How gentle were his hands
that built houses, washed clothes, cooked meals,
and all of it accomplished just for us
so we could know the fruits of endless love.
"It's what I do," he said, as if there were
no dreams of his own he couldn't share.

He kept us all on time
but there was always time, in him, for us,
to hear our endless tales of poop,
to pretend he couldn't hit the pitches we threw,
to read that same book over again
with the same ridiculous French accent
until we stopped laughing at the word magog,
to persist with me for what seemed like years
until I solved that one math problem.

He taught us how to see: the tree rings,
the leaf veins, the colors in the daffodil.
He taught us how to hear: what people needed
in what they said, the hidden trill
inside each person's voice.
He taught us not to be afraid, of horseshoe crabs
or bumblebees.
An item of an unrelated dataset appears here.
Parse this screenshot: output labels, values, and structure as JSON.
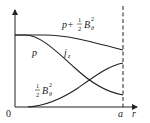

He showed us it was safe to cross
the felled tree laid across the creek.
He taught us how to say prayers to the frogs and to the oaks -
how it's wrong to slap a mosquito.
We learned from him to love all people equally,
how to ask for what we wanted, how to give without a thought,
how to make mistakes and change, how success begins within.

We always knew to brush our teeth, feed the dog, and say "thank you."
We always knew that other kids only wounded when they felt wounds.

But of all I learned, it's me that I remember,
how I caught the biggest fish, and won the sailing race,
and sounded just as witty as the President
at the adult dinner party.
It mattered that I didn't cry when I skinned my knee,
it mattered that the moon was red, and that my bike was stolen from
me.
I didn't have to waste time thinking where my life would someday
lead,
I could be anything I wanted, there was nothing not allowed.

We read Melville and the Fisher King, and he talked of human
weakness.
I asked how far the stars went back, and he told me all the theories,
and how they all were one, and that I'd have to learn the truth
all by myself.

He always loved me as I was, greasy hair and all,
but saw me try to be like him, and gently, gently frowned.

No emergency at home could raise his voice or bring fear
to his eyes - no dying cat, or broken lamp, or stolen groceries.
He never missed a day of work, or baseball game, or concert,
he always helped us pick up trash from the bay,
and went to all my boy scout camps, and told the scariest stories.

I wonder if I've been half as good
in teaching golden lessons to my own
(as if my kids had thought of them themselves);
in answering every question
(in ways they'd understand);
in showing them how saws and ropes (and, sometimes, women)
worked;
in joining in their play as more than guest,
but as teacher, as coach.

The only answer I receive to this is
love is truth, and truth is love,
and these, indeed, have been my memories.
They ring for me much clearer and more real
than what is actual:

the eggshells, the shaming, the wine.